Ann Intern Med 4 Oct 2011 Vol 155
Clinical decision rules abound, and to me they are rather like most works of classical music written after about 1920: I know I should try to understand and like them, but all they do is fill me with a vague sense of unease. They seem to work against intuition, rather than with it: they mess with the smooth inner workings of the mind. The classic playground for decision rule-makers is venous thromboembolism, and pulmonary embolism in particular, where Wells has gifted us a Schoenberg-like series of scores. I exaggerate: Wells is more like common sense slowed down. So what if you just take out the score, speed up common sense, and then do a D-dimer? According to this meta-analysis comparing clinical decision rules with what the Americans call gestalt, the results are just the same.
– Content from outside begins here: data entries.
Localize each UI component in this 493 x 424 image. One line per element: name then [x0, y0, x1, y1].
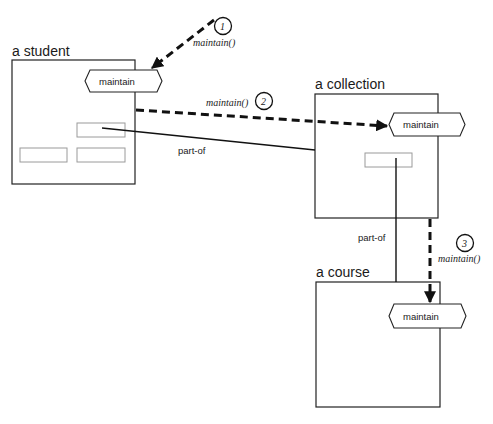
operation-maintain-collection[interactable]: maintain	[389, 113, 465, 136]
operation-label: maintain	[99, 76, 135, 87]
operation-label: maintain	[403, 311, 439, 322]
operation-maintain-student[interactable]: maintain	[85, 70, 162, 92]
object-course[interactable]: a course maintain	[316, 264, 466, 407]
operation-maintain-course[interactable]: maintain	[389, 304, 466, 328]
object-title-student: a student	[12, 43, 70, 59]
object-collection[interactable]: a collection maintain	[315, 76, 465, 218]
object-student[interactable]: a student maintain	[12, 43, 162, 184]
relation-label: part-of	[178, 145, 206, 156]
attribute-slot	[20, 148, 67, 162]
object-box-course	[316, 282, 440, 407]
object-title-collection: a collection	[315, 76, 385, 92]
sequence-number: 1	[220, 21, 225, 32]
message-label: maintain()	[206, 97, 249, 109]
attribute-slot	[77, 148, 125, 162]
attribute-slot	[365, 153, 412, 167]
operation-label: maintain	[403, 119, 439, 130]
sequence-number: 2	[261, 96, 266, 107]
sequence-number: 3	[461, 238, 467, 249]
message-label: maintain()	[438, 253, 481, 265]
object-title-course: a course	[316, 264, 370, 280]
relation-label: part-of	[358, 232, 386, 243]
message-label: maintain()	[193, 37, 236, 49]
message-1: 1 maintain()	[152, 18, 236, 69]
object-collaboration-diagram: a student maintain a collection maintain…	[0, 0, 493, 424]
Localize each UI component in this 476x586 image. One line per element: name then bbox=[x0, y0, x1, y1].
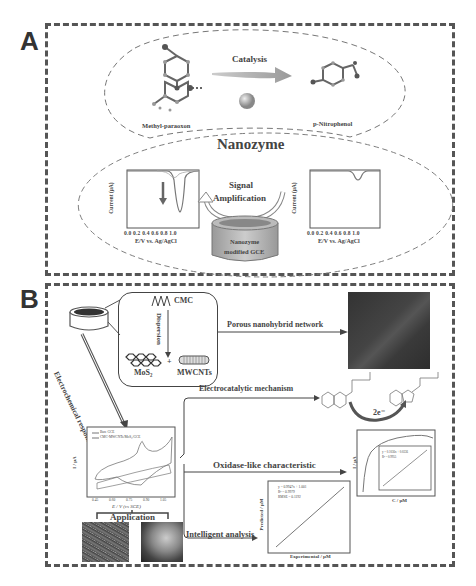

Plant of the Week: Colchicum autumnale
I was reminded of this plant by a report in this week’s Annals of a randomized trial of colchicine as prophylaxis for recurrent pericarditis.
It reduces recurrences by about a third.
I first came across colchicine in the school biology lab, where it was used to arrest mitosis, so we could pretend to see and admire the spindles of a dividing nucleus under a high-power microscope.
It is still a great treatment for gout in people who can tolerate it, and is the only safe agent in the gout we induce in heart failure patients by giving them loop diuretics. But hey, I am supposed to be talking about the beauties of the autumn crocus (or “naked ladies” as they are sometimes called).
All colchicum flowers are purple in various states of paleness: they rise and then sag in various poignant poses among the bare ground and the leaves of autumn. They are plants for the larger garden, to be wandered among as the mists rise and the sun gives a watery glow. Stuck in a small flowerbed, they just look out of place, and sad in all the wrong ways.
You can buy bags of the corms for planting earlier in the year, usually giving the name of a variety and a misleading description and picture. To me they all look much the same when they come up. Do not eat any part of this plant: Wikipedia informs us curtly that “Murderess Catherine Wilson is thought to have used it to poison a number of victims in the 19th century.”